The Nordea Denmark Foundation donates DKK 3 million to the Sea Stallion

At the best possible moment, the Viking Ship Museum has received a financial shot in the arm that will give the Sea Stallion the best possible circumstances when the ship sails from Dublin to Roskilde next summer.

Even before completing the choice of crew, the Viking Ship Museum can say: “Support vessel ready”. The donation of DKK 3m from the Nordea Denmark Foundation means the Museum can lease the perfect support vessel for the home trip.

“The cost of renting the support vessel is by far the biggest item on the budget for the voyage. High levels of safety and communication mean high costs. But we cannot compromise on safety, and communication with the surrounding world is a central part of the exercise. So we have no choice: we must have a support vessel for the Sea Stallion the whole way from Dublin to Roskilde,” says the Director of the Viking Ship Museum, Tinna Damgård-Sørensen.

“The Nordea Denmark Foundation’s donation means we can rent the best possible ship for the project, and we chose the diving and cable ship, Cable One, which sailed with the Sea Stallion from Roskilde to the Orkneys last summer on the way to Dublin. Now we can be sure of a very high level of safety and communication with the very professional crew on board Cable One.

The primary job of the support vessel is to be a rescue and stand-by ship for the Sea Stallion in the event of accident or shipwreck. The 60 members of the crew on the world’s largest reconstruction of a Viking longship face a route home from Dublin to Roskilde over open sea with strong tides. So even though the ship has proved incredibly seaworthy, we can take no chances.

“The other main job is to ensure optimal conditions for communication. Last year we found that we needed a secretariat close to events but that it was sometimes almost impossible to manage the Museum’s news dissemination on board the Sea Stallion. On an open ship in pouring rain six out seven days a week, the Museum’s press officers had incredibly difficult conditions in which to deal with the media. So the plan is to install the press and communication workers on the support vessel,” explains Tinna Damgård-Sørensen.

The ship will also bring a mobile exhibition for use in harbours the Sea Stallion visits. Education is central to the project and there is enormous interest in the ship everywhere the Sea Stallion comes. And next time the Sea Stallion sets course, it will be through some of the most heavily populated parts of Europe – the English Channel and London.

The Director of the Nordea Denmark Foundation, Torben Klein, says: “We are happy that the Nordea Denmark Foundation can help the Viking Ship Museum carry through the voyage home with the Sea Stallion from Dublin to Roskilde next year. At the Foundation, we are impressed with the results achieved in the first part in 2007, and we look forward to following the rest of this beautiful and ambitious experimental archaeology project. It will be exciting to see the results as they are processed and explained over the coming years.”

“We are incredibly happy about this donation, which both solves a big problem and tells the rest of the world that this project is important and worth supporting. We still need about DKK 7m to fulfil our ambitions for next year’s voyage, but the Nordea Denmark Foundation’s contribution strengthens our belief that we will make it,” concludes Tinna Damgård-Sørensen.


### Task statement
How many of the lines below include "Cigarette"? Give the number and no other words.

*** Opening of Listed entries ***

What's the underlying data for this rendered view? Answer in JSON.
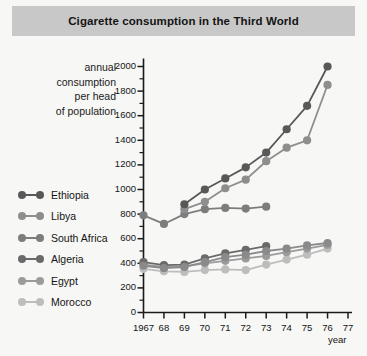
{
  "header": {
    "title": "Cigarette consumption in the Third World"
  },
  "axis_title_lines": [
    "annual",
    "consumption",
    "per head",
    "of population"
  ],
  "legend": {
    "items": [
      {
        "label": "Ethiopia",
        "color": "#585858"
      },
      {
        "label": "Libya",
        "color": "#8e8e8e"
      },
      {
        "label": "South Africa",
        "color": "#7d7d7d"
      },
      {
        "label": "Algeria",
        "color": "#6a6a6a"
      },
      {
        "label": "Egypt",
        "color": "#9b9b9b"
      },
      {
        "label": "Morocco",
        "color": "#bdbdbd"
      }
    ]
  },
  "colors": {
    "title_band": "#c8c8c8",
    "background": "#f7f7f5",
    "axis": "#1a1a1a"
  },
  "chart_data": {
    "type": "line",
    "title": "Cigarette consumption in the Third World",
    "xlabel": "year",
    "ylabel": "annual consumption per head of population",
    "x": [
      1967,
      1968,
      1969,
      1970,
      1971,
      1972,
      1973,
      1974,
      1975,
      1976
    ],
    "xtick_labels": [
      "1967",
      "68",
      "69",
      "70",
      "71",
      "72",
      "73",
      "74",
      "75",
      "76",
      "77"
    ],
    "xlim": [
      1967,
      1977
    ],
    "ylim": [
      0,
      2000
    ],
    "ytick_labels": [
      "0",
      "200",
      "400",
      "600",
      "800",
      "1000",
      "1200",
      "1400",
      "1600",
      "1800",
      "2000"
    ],
    "ytick_step": 200,
    "yminor_step": 100,
    "grid": false,
    "legend_position": "left",
    "series": [
      {
        "name": "Ethiopia",
        "color": "#585858",
        "values": [
          null,
          null,
          880,
          1000,
          1090,
          1180,
          1300,
          1490,
          1680,
          2000
        ]
      },
      {
        "name": "Libya",
        "color": "#8e8e8e",
        "values": [
          null,
          null,
          840,
          900,
          1010,
          1080,
          1230,
          1340,
          1400,
          1850
        ]
      },
      {
        "name": "South Africa",
        "color": "#7d7d7d",
        "values": [
          790,
          720,
          800,
          840,
          850,
          845,
          860,
          null,
          null,
          null
        ]
      },
      {
        "name": "Algeria",
        "color": "#6a6a6a",
        "values": [
          410,
          385,
          390,
          440,
          480,
          510,
          540,
          null,
          null,
          null
        ]
      },
      {
        "name": "Egypt",
        "color": "#9b9b9b",
        "values": [
          390,
          370,
          375,
          400,
          420,
          440,
          460,
          490,
          520,
          550
        ]
      },
      {
        "name": "Morocco",
        "color": "#bdbdbd",
        "values": [
          355,
          335,
          330,
          345,
          350,
          345,
          390,
          430,
          470,
          520
        ]
      }
    ],
    "series_extra": [
      {
        "name": "Egypt-mid",
        "color": "#8a8a8a",
        "values": [
          380,
          360,
          370,
          410,
          450,
          470,
          500,
          520,
          545,
          565
        ]
      }
    ]
  }
}
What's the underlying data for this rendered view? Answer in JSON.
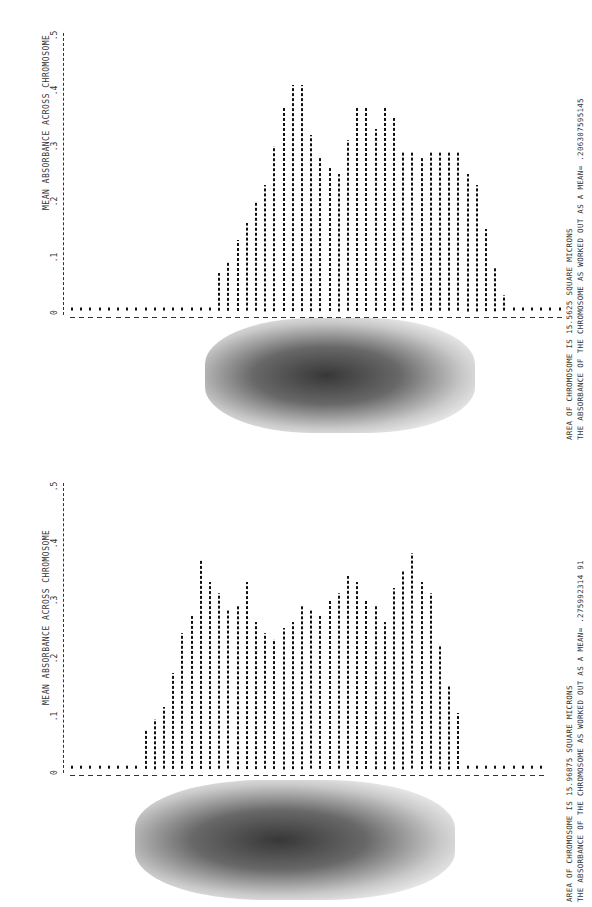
{
  "charts": [
    {
      "ylabel": "MEAN ABSORBANCE ACROSS CHROMOSOME",
      "ticks": [
        "0",
        ".1",
        ".2",
        ".3",
        ".4",
        ".5"
      ],
      "caption_line1": "AREA OF CHROMOSOME IS 15.5625 SQUARE MICRONS",
      "caption_line2": "THE ABSORBANCE OF THE CHROMOSOME AS WORKED OUT AS A MEAN= .206307595145"
    },
    {
      "ylabel": "MEAN ABSORBANCE ACROSS CHROMOSOME",
      "ticks": [
        "0",
        ".1",
        ".2",
        ".3",
        ".4",
        ".5"
      ],
      "caption_line1": "AREA OF CHROMOSOME IS 15.96875 SQUARE MICRONS",
      "caption_line2": "THE ABSORBANCE OF THE CHROMOSOME AS WORKED OUT AS A MEAN= .275992314 91"
    }
  ],
  "chart_data": [
    {
      "type": "bar",
      "title": "",
      "xlabel": "",
      "ylabel": "MEAN ABSORBANCE ACROSS CHROMOSOME",
      "ylim": [
        0,
        0.5
      ],
      "yticks": [
        0,
        0.1,
        0.2,
        0.3,
        0.4,
        0.5
      ],
      "grid": false,
      "annotations": [
        "AREA OF CHROMOSOME IS 15.5625 SQUARE MICRONS",
        "THE ABSORBANCE OF THE CHROMOSOME AS WORKED OUT AS A MEAN= .206307595145"
      ],
      "values": [
        0.01,
        0.01,
        0.01,
        0.01,
        0.01,
        0.01,
        0.01,
        0.01,
        0.01,
        0.01,
        0.01,
        0.01,
        0.01,
        0.01,
        0.01,
        0.01,
        0.07,
        0.09,
        0.13,
        0.16,
        0.2,
        0.23,
        0.3,
        0.37,
        0.41,
        0.41,
        0.32,
        0.28,
        0.26,
        0.25,
        0.31,
        0.37,
        0.37,
        0.33,
        0.37,
        0.35,
        0.29,
        0.29,
        0.28,
        0.29,
        0.29,
        0.29,
        0.29,
        0.25,
        0.23,
        0.15,
        0.08,
        0.03,
        0.01,
        0.01,
        0.01,
        0.01,
        0.01,
        0.01
      ]
    },
    {
      "type": "bar",
      "title": "",
      "xlabel": "",
      "ylabel": "MEAN ABSORBANCE ACROSS CHROMOSOME",
      "ylim": [
        0,
        0.5
      ],
      "yticks": [
        0,
        0.1,
        0.2,
        0.3,
        0.4,
        0.5
      ],
      "grid": false,
      "annotations": [
        "AREA OF CHROMOSOME IS 15.96875 SQUARE MICRONS",
        "THE ABSORBANCE OF THE CHROMOSOME AS WORKED OUT AS A MEAN= .275992314 91"
      ],
      "values": [
        0.01,
        0.01,
        0.01,
        0.01,
        0.01,
        0.01,
        0.01,
        0.01,
        0.07,
        0.09,
        0.11,
        0.17,
        0.24,
        0.27,
        0.37,
        0.33,
        0.31,
        0.28,
        0.29,
        0.33,
        0.26,
        0.24,
        0.23,
        0.25,
        0.26,
        0.29,
        0.28,
        0.27,
        0.3,
        0.31,
        0.34,
        0.33,
        0.3,
        0.29,
        0.26,
        0.32,
        0.35,
        0.38,
        0.33,
        0.31,
        0.22,
        0.15,
        0.1,
        0.01,
        0.01,
        0.01,
        0.01,
        0.01,
        0.01,
        0.01,
        0.01,
        0.01
      ]
    }
  ]
}
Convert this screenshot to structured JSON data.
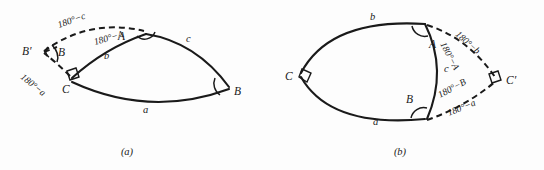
{
  "figure": {
    "caption_a": "(a)",
    "caption_b": "(b)",
    "stroke_color": "#1a1a1a",
    "background_color": "#fdfdfd"
  },
  "panel_a": {
    "caption": "(a)",
    "vertices": [
      {
        "name": "A",
        "label": "A"
      },
      {
        "name": "B",
        "label": "B"
      },
      {
        "name": "C",
        "label": "C"
      },
      {
        "name": "B-prime",
        "label": "B′"
      },
      {
        "name": "B-inner",
        "label": "B"
      }
    ],
    "sides": [
      {
        "name": "side-a",
        "label": "a"
      },
      {
        "name": "side-b",
        "label": "b"
      },
      {
        "name": "side-c",
        "label": "c"
      }
    ],
    "supplements": [
      {
        "name": "supp-c",
        "label": "180°−c"
      },
      {
        "name": "supp-A",
        "label": "180°−A"
      },
      {
        "name": "supp-a",
        "label": "180°−a"
      }
    ],
    "right_angle_vertex": "C"
  },
  "panel_b": {
    "caption": "(b)",
    "vertices": [
      {
        "name": "A",
        "label": "A"
      },
      {
        "name": "B",
        "label": "B"
      },
      {
        "name": "C",
        "label": "C"
      },
      {
        "name": "C-prime",
        "label": "C′"
      }
    ],
    "sides": [
      {
        "name": "side-a",
        "label": "a"
      },
      {
        "name": "side-b",
        "label": "b"
      },
      {
        "name": "side-c",
        "label": "c"
      }
    ],
    "supplements": [
      {
        "name": "supp-b",
        "label": "180°−b"
      },
      {
        "name": "supp-A",
        "label": "180°−A"
      },
      {
        "name": "supp-B",
        "label": "180°−B"
      },
      {
        "name": "supp-a",
        "label": "180°−a"
      }
    ],
    "right_angle_vertices": [
      "C",
      "C′"
    ]
  }
}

*** Close of Listed entries ***

### Written response
2